@Christian_Reich: re: “Well, the first is really a dumb code: “Apparent life threatening event in infant”. How do you do analytics on that?” Term of art - think of it as “chest pain” for infants.
For additional analytic fun, what I’ll call “sociology” is keeping the diagnostic landscape interesting: ALTEs are now officially BRUEs (http://emedicine.medscape.com/article/1418765-overview). But I trust in the ability of concept_relationship to iron out the bumps between “near-SIDS”, “ALTE”, and “BRUE” and make standard analytics possible.
does not properly append to CONCEPT.csv, but rather produces a lower-case concept.csv. I thought this problem had been fixed, per this post. If I append concept.csv to CONCEPT.csv, the problems with CONCEPT_RELATIONSHIP.csv, CONCEPT_ANCESTOR.csv, and CONCEPT_SYNONYM.csv having terms that do not appear in CONCEPT.csv go away.
Ah. Regression problem. Sorry about that. Glad it works. Keep it coming.
We are still on the NDC problem, but it looks like that RxNorm made a change to prefabricated injectables (like syringes with the substance in there as powder): Instead of the concentration they provide the total amount. They provide new codes for these and proper upgrades for the old ones, but only for those that are currently prescribable. I am still finding out and will as RxNorm what’s going on. It may take a little.
We have examples of the condition codes from various site’s source data in our network that currently have a deprecated mapping in concept_relationship. Would you like us to send you our full list for your team to investigate?
I believe cpt4.jar is either broken again, or there is a problem with the server side. I downloaded the vocabulary with the default vocabularies on 6/12/2016, and got this error:
$java -jar cpt4.jar 5
Exception in thread "main" com.sun.xml.internal.ws.fault.ServerSOAPFaultException: Client received SOAP Fault from server: Java heap space Please see the server log to find more detail regarding exact cause of the failure.
at com.sun.xml.internal.ws.fault.SOAP11Fault.getProtocolException(SOAP11Fault.java:178)
at com.sun.xml.internal.ws.fault.SOAPFaultBuilder.createException(SOAPFaultBuilder.java:116)
at com.sun.xml.internal.ws.client.sei.StubHandler.readResponse(StubHandler.java:238)
at com.sun.xml.internal.ws.db.DatabindingImpl.deserializeResponse(DatabindingImpl.java:189)
at com.sun.xml.internal.ws.db.DatabindingImpl.deserializeResponse(DatabindingImpl.java:276)
at com.sun.xml.internal.ws.client.sei.SyncMethodHandler.invoke(SyncMethodHandler.java:104)
at com.sun.xml.internal.ws.client.sei.SyncMethodHandler.invoke(SyncMethodHandler.java:77)
at com.sun.xml.internal.ws.client.sei.SEIStub.invoke(SEIStub.java:147)
at com.sun.proxy.$Proxy34.getCode(Unknown Source)
at org.odhsi.utils.cpt.Application.process(Application.java:113)
at org.odhsi.utils.cpt.Application.main(Application.java:84)
Has anyone else had this problem? It occurs on both Windows and Linux.
@Vladimir_Nikolaenko
Also, I was surprised to see that when running the cpt4.jar two times on the same data I got the 14580 CPT4 codes tacked onto the CONCEPT.csv file in a different order each time. I would recommend that it be stable from one run to the next – perhaps printing them out in the same order as they appear in CONCEPT_CPT4.csv. That way, we can readily run a diff between changing versions of vocabularies. Note: I am not 100% sure that it is not a matter of CONCEPT_CPT4.csv coming back in two different orders (sorry).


▶ [Brief]: The answer is the set of lines that include "Goldilocks", copied from the data below.

══ Material provided ══

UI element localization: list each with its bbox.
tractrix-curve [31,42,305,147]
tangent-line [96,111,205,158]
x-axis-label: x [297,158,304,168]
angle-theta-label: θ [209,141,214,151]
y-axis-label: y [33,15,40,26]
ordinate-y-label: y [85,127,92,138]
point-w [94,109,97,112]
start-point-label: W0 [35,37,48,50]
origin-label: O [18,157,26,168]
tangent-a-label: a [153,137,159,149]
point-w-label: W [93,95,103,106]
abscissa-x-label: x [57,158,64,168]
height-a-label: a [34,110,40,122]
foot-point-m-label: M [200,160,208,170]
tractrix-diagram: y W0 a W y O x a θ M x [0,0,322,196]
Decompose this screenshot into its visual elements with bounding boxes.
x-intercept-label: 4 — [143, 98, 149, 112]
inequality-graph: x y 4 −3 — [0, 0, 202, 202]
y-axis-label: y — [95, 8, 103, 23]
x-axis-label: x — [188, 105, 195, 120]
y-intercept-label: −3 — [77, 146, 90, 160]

═══
══ Material provided ══

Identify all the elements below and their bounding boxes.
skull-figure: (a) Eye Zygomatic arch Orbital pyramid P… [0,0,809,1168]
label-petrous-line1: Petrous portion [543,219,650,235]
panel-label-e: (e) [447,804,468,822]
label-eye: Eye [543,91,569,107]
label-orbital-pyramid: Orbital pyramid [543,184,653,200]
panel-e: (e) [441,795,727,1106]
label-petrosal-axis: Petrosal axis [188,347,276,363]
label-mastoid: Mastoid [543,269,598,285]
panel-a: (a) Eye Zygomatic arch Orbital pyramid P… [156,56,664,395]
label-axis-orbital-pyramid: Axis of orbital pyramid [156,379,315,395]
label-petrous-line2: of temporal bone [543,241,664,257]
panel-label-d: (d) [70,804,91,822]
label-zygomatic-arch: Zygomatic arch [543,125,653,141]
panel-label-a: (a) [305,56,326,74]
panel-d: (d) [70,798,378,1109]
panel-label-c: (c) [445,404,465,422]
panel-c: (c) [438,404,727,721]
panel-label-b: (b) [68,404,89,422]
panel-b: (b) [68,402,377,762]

═══
══ Material provided ══

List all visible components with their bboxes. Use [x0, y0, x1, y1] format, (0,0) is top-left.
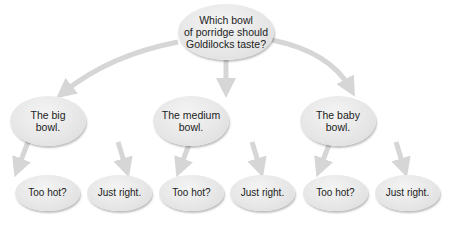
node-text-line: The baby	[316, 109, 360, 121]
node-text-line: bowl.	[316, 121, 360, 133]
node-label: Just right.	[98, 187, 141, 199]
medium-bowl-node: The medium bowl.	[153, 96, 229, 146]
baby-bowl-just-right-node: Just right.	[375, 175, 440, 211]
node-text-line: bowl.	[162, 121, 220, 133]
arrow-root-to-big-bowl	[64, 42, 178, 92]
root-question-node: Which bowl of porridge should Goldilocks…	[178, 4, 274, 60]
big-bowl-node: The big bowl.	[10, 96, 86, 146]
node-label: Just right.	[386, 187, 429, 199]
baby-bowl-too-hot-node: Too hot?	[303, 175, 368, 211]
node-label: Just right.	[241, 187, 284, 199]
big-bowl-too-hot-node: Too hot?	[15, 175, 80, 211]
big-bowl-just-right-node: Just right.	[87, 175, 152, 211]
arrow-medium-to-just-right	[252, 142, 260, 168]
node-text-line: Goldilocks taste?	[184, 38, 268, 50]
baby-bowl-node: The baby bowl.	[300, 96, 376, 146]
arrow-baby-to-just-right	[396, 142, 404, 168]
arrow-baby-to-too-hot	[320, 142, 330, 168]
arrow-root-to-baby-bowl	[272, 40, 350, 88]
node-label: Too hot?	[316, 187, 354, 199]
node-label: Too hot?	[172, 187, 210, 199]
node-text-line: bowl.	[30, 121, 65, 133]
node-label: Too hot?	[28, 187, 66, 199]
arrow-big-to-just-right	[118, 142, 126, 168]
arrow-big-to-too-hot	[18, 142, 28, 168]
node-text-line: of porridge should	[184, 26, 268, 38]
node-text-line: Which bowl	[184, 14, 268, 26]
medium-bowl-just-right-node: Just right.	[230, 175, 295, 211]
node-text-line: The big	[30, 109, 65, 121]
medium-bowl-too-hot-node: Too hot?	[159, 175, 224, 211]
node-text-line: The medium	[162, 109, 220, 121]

═══

▶ [Result of this task]:
root-question-node: Which bowl of porridge should Goldilocks…	[178, 4, 274, 60]
node-text-line: Goldilocks taste?	[184, 38, 268, 50]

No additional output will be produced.